Origins
The word 'kick' appeared in Middle English around the 14th century as 'kiken,' and its origins remain genuinely mysterious.โโโโโโโโโโโโโโโโโโโโโโโโโโโโโโโโโโโโโโโโโโโโโโโโโโโโโโโโโโโโโโโ It has no clear Old English ancestor โ the Anglo-Saxons used other words for the action of striking with the foot. The most common theory connects it to Old Norse 'kikna' (to bend at the knees, to sink at the knees), suggesting that the concept of a knee-bending motion evolved into the concept of a foot-striking motion. Other scholars have proposed that 'kick' is simply onomatopoeic โ an imitation of the sharp, percussive sound of a foot connecting with an object.
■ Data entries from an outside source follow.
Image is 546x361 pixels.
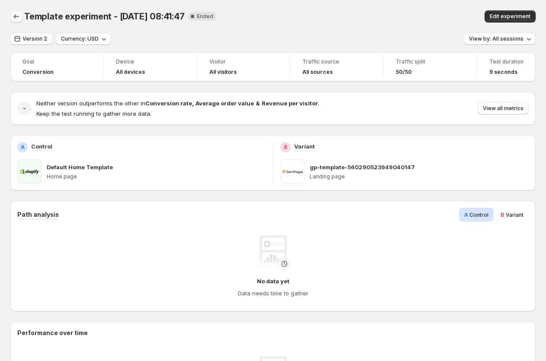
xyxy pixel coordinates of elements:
button: Back [10,10,22,22]
a: DeviceAll devices [116,57,185,77]
h2: - [23,104,26,113]
span: Neither version outperforms the other in . [36,100,319,107]
h4: All visitors [209,69,236,76]
span: Visitor [209,58,278,65]
img: Default Home Template [17,160,41,184]
span: A [464,211,468,218]
span: Variant [505,212,523,218]
a: VisitorAll visitors [209,57,278,77]
strong: , [192,100,194,107]
span: 9 seconds [489,69,517,76]
h2: B [284,144,287,151]
a: Traffic split50/50 [396,57,464,77]
span: Conversion [22,69,54,76]
span: View all metrics [482,105,523,112]
h4: No data yet [257,277,289,286]
p: Variant [294,142,315,151]
img: gp-template-560290523949040147 [280,160,304,184]
p: Home page [47,173,266,180]
span: B [500,211,504,218]
strong: Revenue per visitor [262,100,318,107]
a: GoalConversion [22,57,91,77]
p: gp-template-560290523949040147 [310,163,415,172]
img: No data yet [255,236,290,270]
h4: All devices [116,69,145,76]
button: Currency: USD [56,33,111,45]
h2: Performance over time [17,329,528,338]
span: View by: All sessions [469,35,523,42]
h4: All sources [302,69,332,76]
span: Version 2 [22,35,47,42]
button: Edit experiment [484,10,535,22]
span: Traffic source [302,58,371,65]
span: Traffic split [396,58,464,65]
h3: Path analysis [17,211,59,219]
p: Landing page [310,173,529,180]
p: Control [31,142,52,151]
span: Control [469,212,488,218]
strong: & [255,100,260,107]
strong: Average order value [195,100,254,107]
span: Device [116,58,185,65]
h4: Data needs time to gather [238,289,308,298]
span: Goal [22,58,91,65]
span: 50/50 [396,69,412,76]
span: Ended [197,13,213,20]
span: Template experiment - [DATE] 08:41:47 [24,11,185,22]
a: Test duration9 seconds [489,57,523,77]
span: Currency: USD [61,35,99,42]
button: View by: All sessions [463,33,535,45]
h2: A [21,144,25,151]
span: Keep the test running to gather more data. [36,110,151,117]
strong: Conversion rate [145,100,192,107]
button: View all metrics [477,102,528,115]
p: Default Home Template [47,163,113,172]
span: Test duration [489,58,523,65]
a: Traffic sourceAll sources [302,57,371,77]
span: Edit experiment [489,13,530,20]
button: Version 2 [10,33,52,45]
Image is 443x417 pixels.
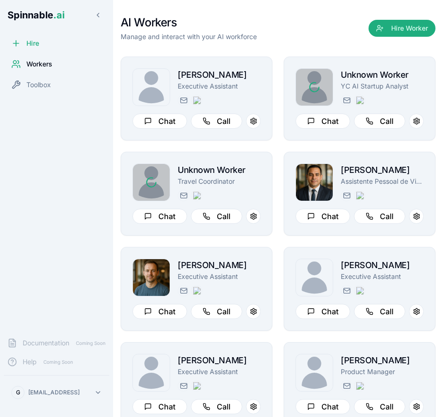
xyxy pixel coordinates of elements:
[178,177,261,186] p: Travel Coordinator
[357,192,364,200] img: WhatsApp
[178,82,261,91] p: Executive Assistant
[8,9,65,21] span: Spinnable
[53,9,65,21] span: .ai
[354,209,406,224] button: Call
[193,383,201,390] img: WhatsApp
[296,304,350,319] button: Chat
[121,15,257,30] h1: AI Workers
[341,354,424,367] h2: [PERSON_NAME]
[133,400,187,415] button: Chat
[191,285,202,297] button: WhatsApp
[191,209,242,224] button: Call
[341,68,424,82] h2: Unknown Worker
[26,80,51,90] span: Toolbox
[178,164,261,177] h2: Unknown Worker
[121,32,257,42] p: Manage and interact with your AI workforce
[178,95,189,106] button: Send email to pania.tupuola@getspinnable.ai
[178,68,261,82] h2: [PERSON_NAME]
[28,389,80,397] p: [EMAIL_ADDRESS]
[178,272,261,282] p: Executive Assistant
[26,59,52,69] span: Workers
[191,95,202,106] button: WhatsApp
[341,82,424,91] p: YC AI Startup Analyst
[193,287,201,295] img: WhatsApp
[354,381,366,392] button: WhatsApp
[354,95,366,106] button: WhatsApp
[341,164,424,177] h2: [PERSON_NAME]
[73,339,108,348] span: Coming Soon
[341,272,424,282] p: Executive Assistant
[133,259,170,296] img: Julian Petrov
[369,25,436,34] a: Hire Worker
[341,259,424,272] h2: [PERSON_NAME]
[357,287,364,295] img: WhatsApp
[341,95,352,106] button: Send email to alex.rivera@getspinnable.ai
[41,358,76,367] span: Coming Soon
[357,383,364,390] img: WhatsApp
[23,339,69,348] span: Documentation
[354,304,406,319] button: Call
[8,384,106,402] button: G[EMAIL_ADDRESS]
[341,177,424,186] p: Assistente Pessoal de Viagens
[193,97,201,104] img: WhatsApp
[26,39,39,48] span: Hire
[178,285,189,297] button: Send email to john.blackwood@getspinnable.ai
[296,114,350,129] button: Chat
[23,358,37,367] span: Help
[369,20,436,37] button: Hire Worker
[341,381,352,392] button: Send email to taylor.mitchell@getspinnable.ai
[341,190,352,201] button: Send email to lucas.silva@getspinnable.ai
[133,209,187,224] button: Chat
[133,304,187,319] button: Chat
[354,114,406,129] button: Call
[296,400,350,415] button: Chat
[191,400,242,415] button: Call
[354,400,406,415] button: Call
[178,354,261,367] h2: [PERSON_NAME]
[178,190,189,201] button: Send email to miguel.costa@getspinnable.ai
[354,190,366,201] button: WhatsApp
[341,285,352,297] button: Send email to deandre.johnson@getspinnable.ai
[296,209,350,224] button: Chat
[191,114,242,129] button: Call
[296,164,333,201] img: Dominic Singh
[191,381,202,392] button: WhatsApp
[341,367,424,377] p: Product Manager
[193,192,201,200] img: WhatsApp
[178,381,189,392] button: Send email to patel.shaid@getspinnable.ai
[178,367,261,377] p: Executive Assistant
[191,304,242,319] button: Call
[191,190,202,201] button: WhatsApp
[16,389,20,397] span: G
[357,97,364,104] img: WhatsApp
[178,259,261,272] h2: [PERSON_NAME]
[354,285,366,297] button: WhatsApp
[133,114,187,129] button: Chat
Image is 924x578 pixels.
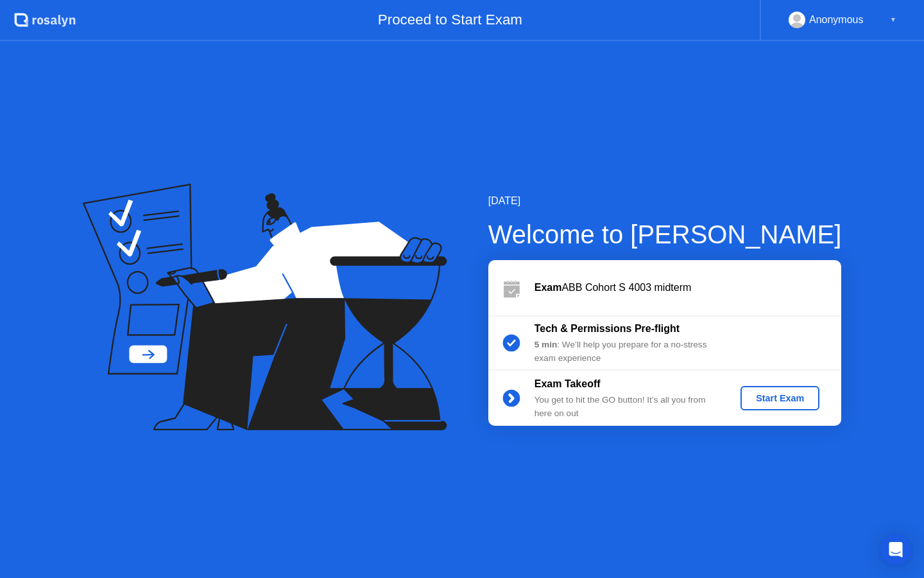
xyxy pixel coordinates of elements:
div: Anonymous [809,12,864,28]
b: Exam Takeoff [534,378,600,389]
div: Welcome to [PERSON_NAME] [488,215,842,253]
div: ABB Cohort S 4003 midterm [534,280,841,296]
b: 5 min [534,339,557,349]
div: : We’ll help you prepare for a no-stress exam experience [534,339,719,365]
div: Start Exam [746,393,814,403]
div: ▼ [890,12,896,28]
div: [DATE] [488,193,842,209]
button: Start Exam [740,386,819,410]
div: Open Intercom Messenger [880,534,911,565]
div: You get to hit the GO button! It’s all you from here on out [534,393,719,420]
b: Exam [534,282,562,293]
b: Tech & Permissions Pre-flight [534,322,680,333]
The absence of an Old English predecessor is genuinely puzzling. Kicking is such a basic physical action that you would expect every language to have had a word for it from the earliest times. Old English had 'spurnan' (to kick, to spurn โ the same word that gives us 'spurn,' originally 'to kick away') and 'cnocian' (to knock, to strike), but neither survived as the primary word for kicking. 'Kick' displaced them both with a completeness that suggests it named the action more vividly or precisely than its predecessors. Whatever 'kick' meant when it entered English, speakers recognized it immediately as the right word for the right action.
If the Norse connection through 'kikna' is correct, the semantic development is interesting. 'Kikna' described the involuntary bending of the knees โ stumbling, buckling, going weak in the legs. The shift from 'knees bending' to 'foot striking' would involve a reversal of energy: from collapse to propulsion, from receiving force to delivering it. This is speculative but not unprecedented โ many words for striking derive from words for bending or swinging motions, since a kick is essentially a controlled swing of the leg from the knee or hip.
Legacy
In sport, 'kick' has become central to the vocabulary of football (both association and American), martial arts, rugby, and swimming. The 'free kick,' the 'penalty kick,' the 'drop kick,' the 'bicycle kick' โ each describes a specific technique, but all share the fundamental action of propelling with the foot. It is remarkable that a word of uncertain origin and relatively late entry into English should have become so dominant in describing one of humanity's most basic physical capabilities. The mystery of where 'kick' came from only adds to its character โ a word as sudden and forceful as the action it names, arriving without warning and immediately making itself indispensable.